Starting point is 00:59:51 Let's get behind it. Let's put our schedule up, if you don't mind, Caleb, of upcoming guests. I know, I think on my birthday or the day after, we've got Salty Cracker coming back. We have Dr. Victory in tomorrow at noon with Senator Ron Johnson. That's the three of us. Should be a really interesting conversation. Susan's show is going to be tomorrow evening.
Starting point is 01:00:10 Amanda McCann is one of my very, very, very favorite Instagram TikTokers. She is hysterical. And as Susan pointed out yesterday, she really put her finger on why I'm such a fan of hers because she makes fun of people like Susan. And so Ivor Cummings is going to make a... Caleb is just really laughing about it a lot still. So that's fine. Yeah, Ivor Cummings is coming back. We're going to find out how he maintains such a positive mental attitude.

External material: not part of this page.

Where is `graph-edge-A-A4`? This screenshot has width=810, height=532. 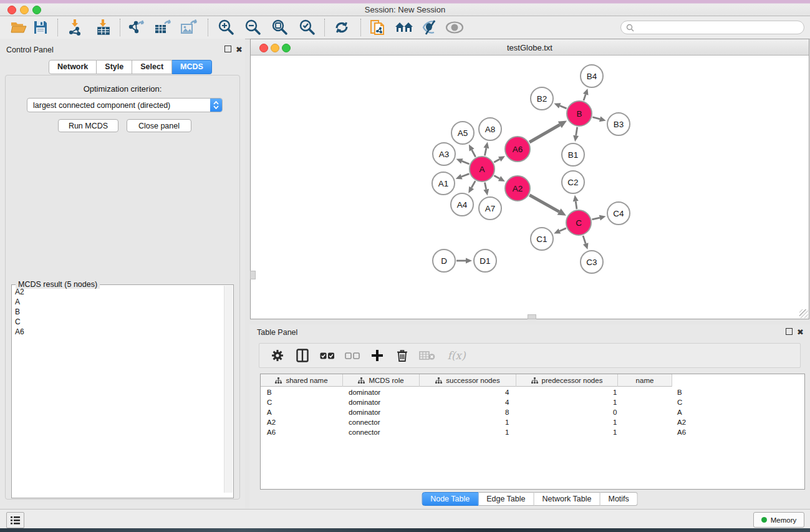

Starting point is 01:00:39 That was my question when literally Caleb's house got struck by lightning and it took down our show. So is that how literally what happened? Literally, it was mine and mine alone, and the rest of the neighborhood was totally fine. I lost internet right in the middle of the show, in the middle of the break. So then everyone got hacked. Right as I was saying, I want to hear this. I really want to hear the name. How were you smiling and saying these horrible things? Rob Schneider coming back on my birthday, salty cracker the day after Matt Walsh,
Starting point is 01:01:07 Michael Gates coming back, Michael Gates. I want you guys to really get to know him. I'm getting to know him better. And he is my hope. He is one, he's a source of inspiration to hope. Joel Pollack on September 11th and many more keep an eye on it. Caleb, thank you so much for helping us
Starting point is 01:01:23 do this here today. Jack, thank you for the work on your end here at Nicole's house. Thank you to Emily Barsh for the great bookings that we always have. And Susan, thank you for setting this up and for tomorrow's shows. So I, and Caleb, of course, for producing as always. I will see everyone tomorrow at noon with Senator Ron Johnson and Kelly Victor. You guys have been asking for Kelly Victor. She's coming back. And then at 3 o'clock, Susan's show. And there it is. There's the announcement for her show
Starting point is 01:01:52 at 3 o'clock. We'll check it out then. I think you might enjoy it. Amanda's hysterical. So if nothing else, you'll enjoy getting to know her. And we will see you tomorrow. I'll see you at noon. Ask Dr. Drew is produced by Caleb Nation and Susan Pinsky. As a reminder, the discussions here are not a substitute for medical care, diagnosis, or treatment. This show is intended for educational and informational purposes only. I am a licensed physician, but I am not a
Starting point is 01:02:18 replacement for your personal doctor, and I am not practicing medicine here. Always remember that our understanding of medicine and science is constantly evolving. Though my opinion is based on the information that is available to me today, some of the contents of this show could be outdated in the future. Be sure to check with trusted resources in case any of the information has been updated since this was published. If you or someone you know is in immediate danger, don't call me. Call 911. If you're feeling hopeless or suicidal, call the National Suicide Prevention Lifeline at 800-273-8255. You can find more of my recommended organizations and
Starting point is 01:02:53 helpful resources at drdrew.com slash help.